In the early middle ages, there were five patriarchs in the Christian world. In descending order of precedence: Rome by the Bishop of Rome (who rarely used the title "Patriarch") and those of Constantinople, Alexandria, Antioch, and Jerusalem.
The sees of Rome and Constantinople were often at odds with one another, just as the Greek and Latin Churches as a whole were often at odds both politically and in things ecclesiastical. There were complex cultural currents underlying these difficulties. The tensions led in 1054 to a serious rupture between the Greek East and Latin West called the East–West Schism, which while not in many places absolute, still dominates the ecclesiastical landscape.
In 1204, the Fourth Crusade invaded, seized and sacked Constantinople, and established the Latin Empire. Pope Innocent III, who was not involved, initially spoke out against the Crusade, writing in a letter to his legate, "How, indeed, is the Greek church to be brought back into ecclesiastical union and to a devotion for the Apostolic See when she has been beset with so many afflictions and persecutions that she sees in the Latins only an example of perdition and the works of darkness, so that she now, and with reason, detests the Latins more than dogs?"[1][2] However the popes accepted the Latin patriarchate established by Catholic clergy that accompanied the Crusade, similar to Latin patriarchates previously established in the Crusader states of the Holy Land. The pope recognised these "Latin" sees at the Fourth Council of the Lateran. Furthermore, those Orthodox bishops left in their place were made to swear an oath of allegiance to the pope.[3]
However, the Latin Empire in Constantinople was eventually defeated and dispossessed by a resurgent Byzantium in 1261. Since that time Latin Patriarch Pantaleonе Giustinian (d. 1286) resided in the West, though continuing to oversee the remaining Latin Catholic dioceses in various parts of Latin Greece.[4] The continuing threat of a Catholic Crusade to restore the Latin Empire, championed by the ambitious Charles I of Anjou, led to the first attempts, on the Byzantine side, to effect a Union of the Churches. After the Union of Lyon (1274), John Bekkos was installed as a Greek Catholic Patriarch of Constantinople in 1275, but that did not affect the position of Pantaleonе Giustinian. His Greek Catholic counterpart was deposed in 1282 by Eastern Orthodox hierarchy, thus ending a short-lived union. in 1286, Latin Patriarch Pantaleonе Giustinian was succeeded by Pietro Correr who was the first holder of that office in a new form of a titular see.
On 8 February 1314, Pope Clement V united the Patriarchate with the episcopal see of Negroponte (Chalcis), hitherto a suffragan of the Latin Archbishopric of Athens, so that the patriarchs could once more have a territorial diocese on Greek soil and exercise a direct role as the head of the Latin clergy in what remained of Latin Greece.[5]
For a time, like many ecclesiastical offices in the West, it had rival contenders who were supporters or protégés of the rival popes.[citation needed] As to the title Latin Patriarch of Constantinople, this was the case at least from 1378 to 1423. Thereafter the office continued as an honorific title, during the later centuries attributed to a leading clergyman in Rome, until it ceased to be assigned after 1948 and in January 1964, along with the titles of the Latin Patriarchate of Alexandria and Antioch, it was no longer mentioned in the Vatican yearbook (rather than being announced as being abolished).[6] This was after Pope Paul VI met with Ecumenical Patriarch Athenagoras I of Constantinople (see Pope Paul VI and ecumenism), showing the Latin Church by this point was more interested in reconciliation with the Eastern Church, abolishing the titular title. [7]
^Phillips, J., (2009) Holy Warriors: A Modern History of the Crusades (Vintage Books; London), p195.
^Pope Innocent III - To Peter, Cardinal Priest of the Title of St. Marcellus, Legate of the Apostolic See. However, on the way to attack Constantinople the crusaders attacked another Christian city, Zara, and received papal absolution for this. de Villehardouin, G., (1908) Memoirs or Chronicle of The Fourth Crusade and The Conquest of Constantinople (J.M. Dent; London), p26.
^Papadakis, A., (1994) The Christian East and the Rise of the Papacy, (St Vladimir’s Seminary Press; Crestwood, NY), p204.
Wolff, Robert Lee (1948). "The Organization of the Latin Patriarchate of Constantinople, 1204–1261: Social and Administrative Consequences of the Latin Conquest". Traditio. VI. Cambridge University Press: 33–60. doi:10.1017/S0362152900004359. JSTOR27830170. S2CID151901021.
Wolff, Robert Lee (1954). "Politics in the Latin Patriarchate of Constantinople, 1204–1261". Dumbarton Oaks Papers. 8. Dumbarton Oaks: 225–303. doi:10.2307/1291068. JSTOR1291068.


**Exercise**
Pictures aside, can you reproduce the records word for word?

Items from a dataset
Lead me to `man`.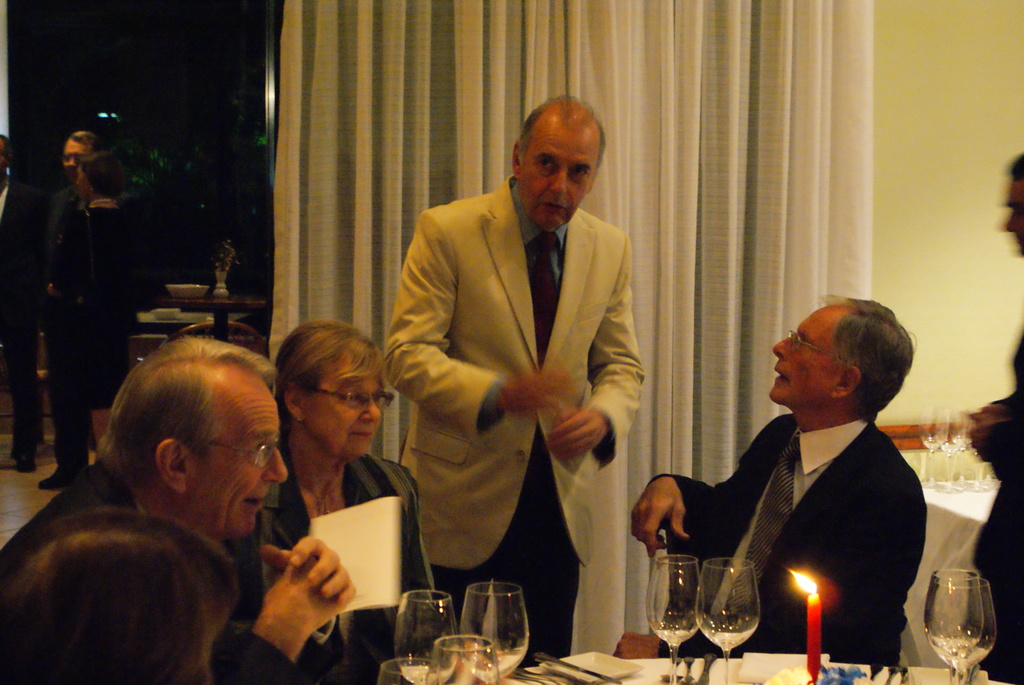
Lead to 0/138/29/431.
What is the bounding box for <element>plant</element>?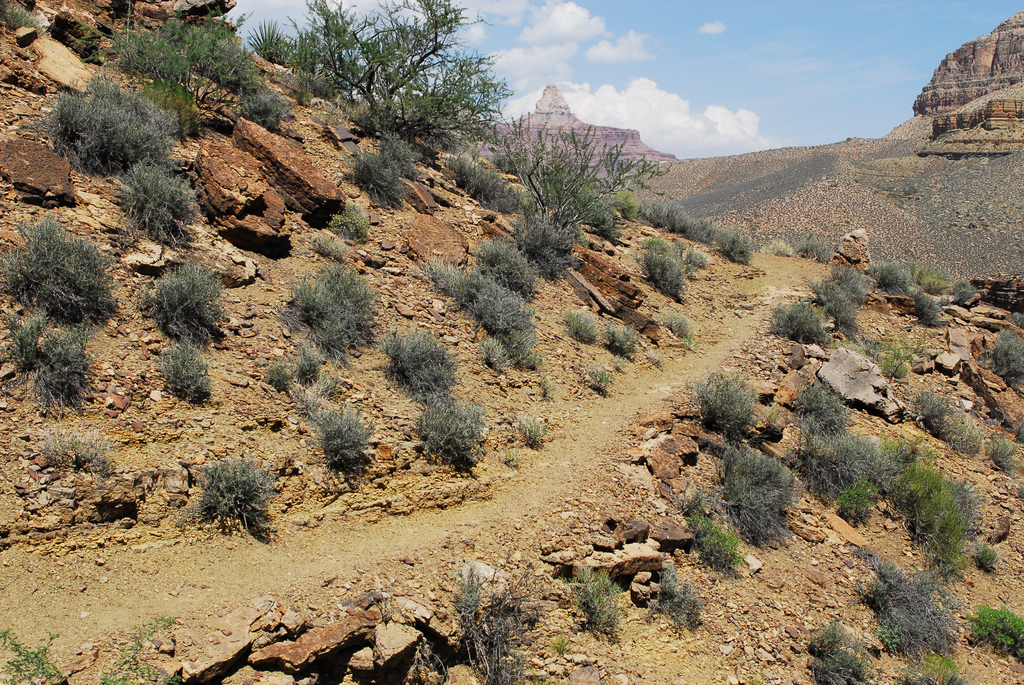
left=555, top=555, right=623, bottom=634.
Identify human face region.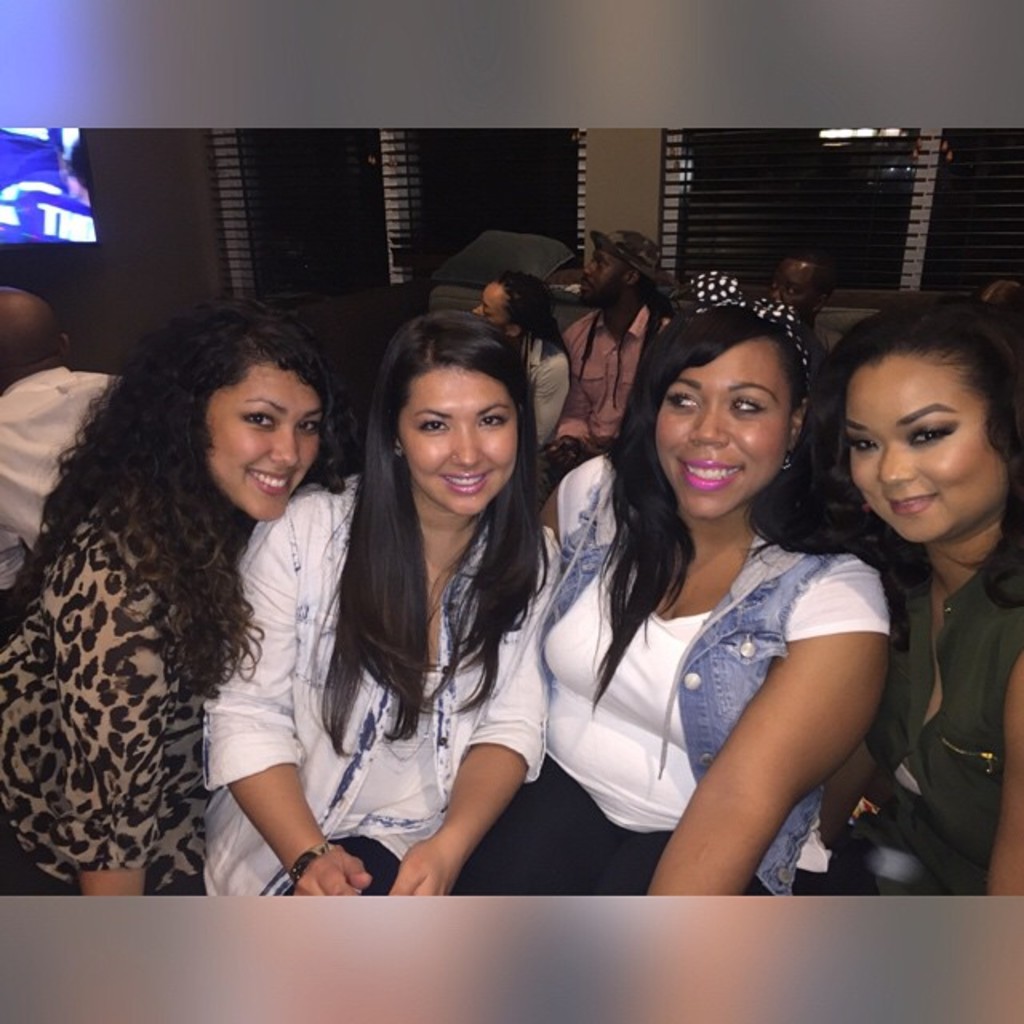
Region: {"x1": 843, "y1": 341, "x2": 1008, "y2": 544}.
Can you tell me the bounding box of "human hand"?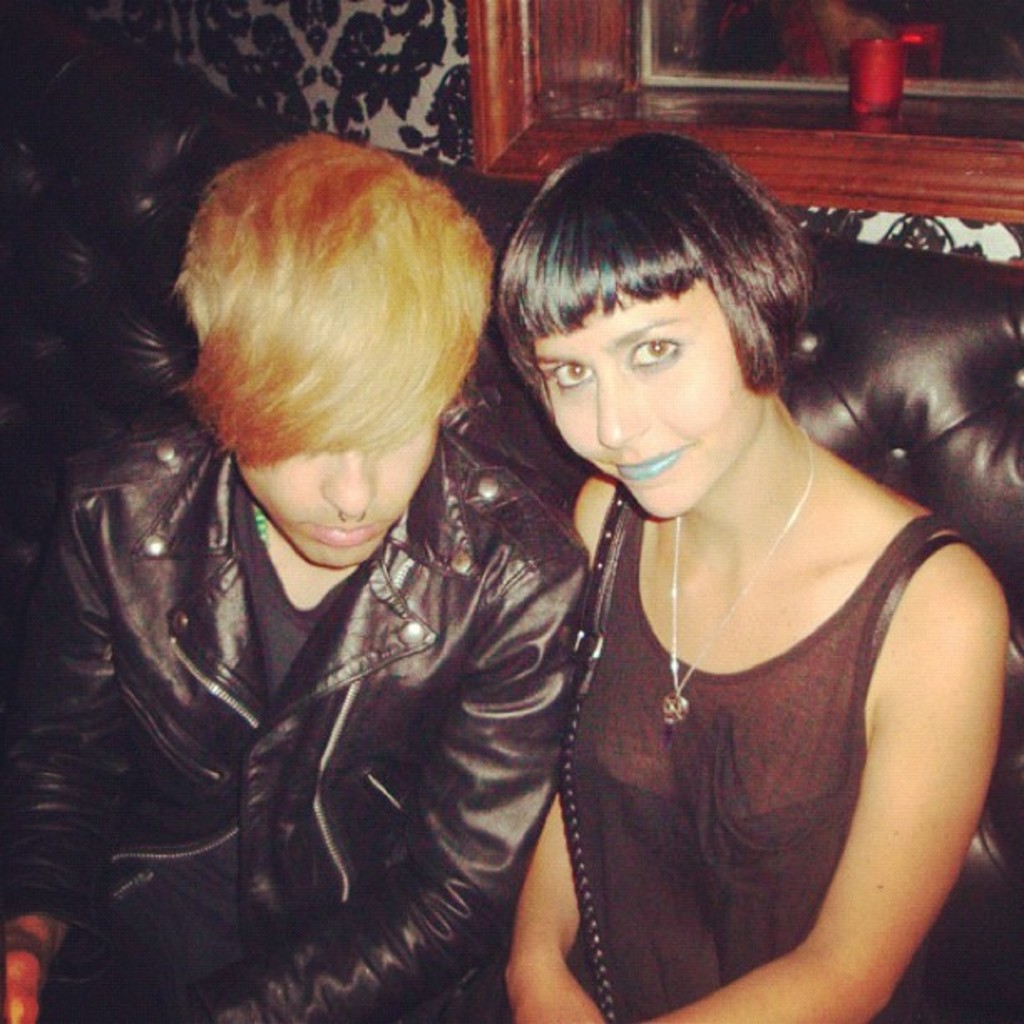
left=0, top=942, right=47, bottom=1022.
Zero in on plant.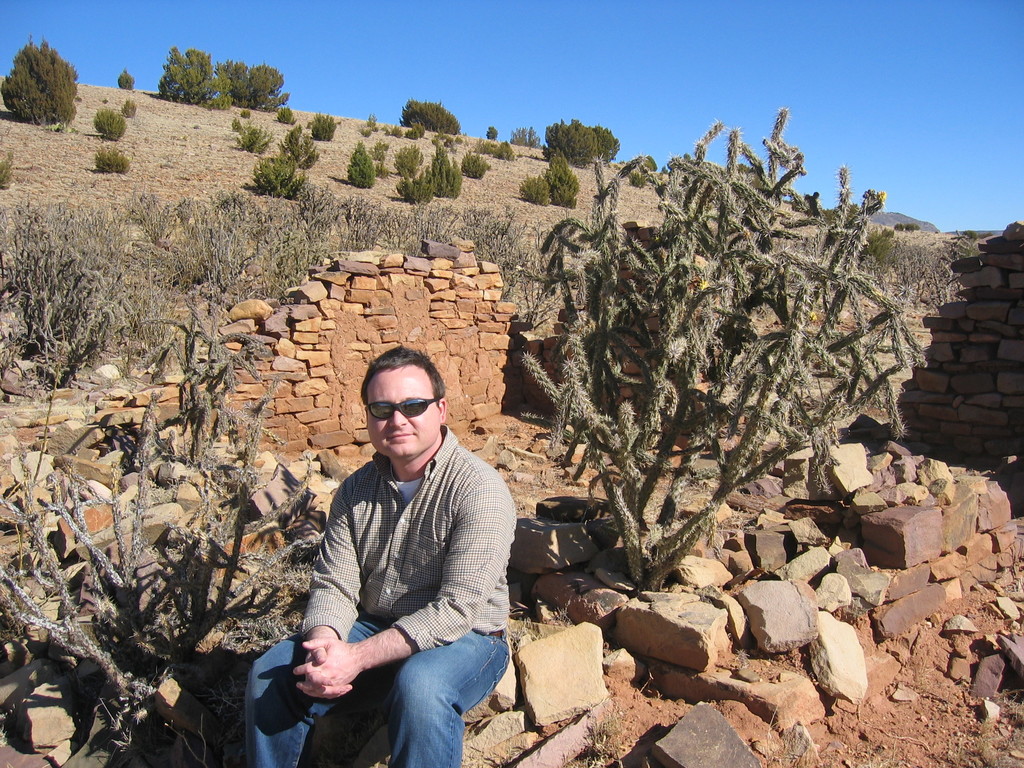
Zeroed in: locate(397, 175, 433, 200).
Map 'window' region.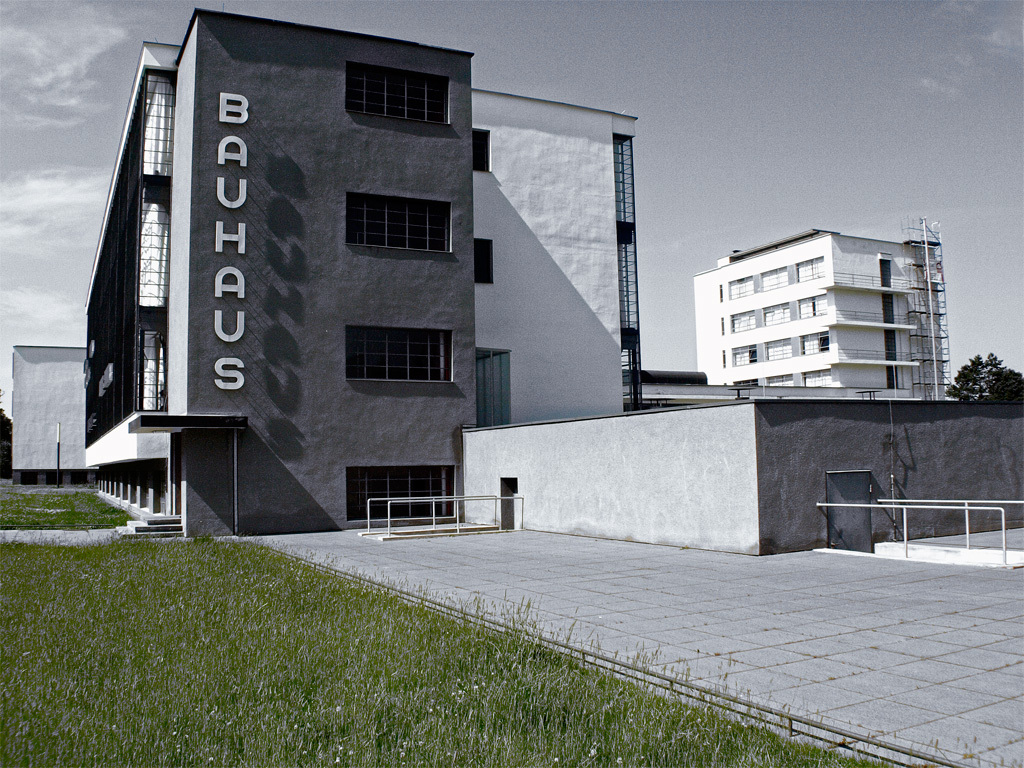
Mapped to l=760, t=265, r=789, b=291.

**Written answer**
Lead me to `man`.
Lead to 0/138/29/431.
What is the bounding box for <element>plant</element>?
left=555, top=555, right=623, bottom=634.
Identify human face region.
Region: {"x1": 843, "y1": 341, "x2": 1008, "y2": 544}.
Can you tell me the bounding box of "human hand"?
left=0, top=942, right=47, bottom=1022.
Zero in on plant.
Zeroed in: locate(397, 175, 433, 200).
Map 'window' region.
Mapped to l=760, t=265, r=789, b=291.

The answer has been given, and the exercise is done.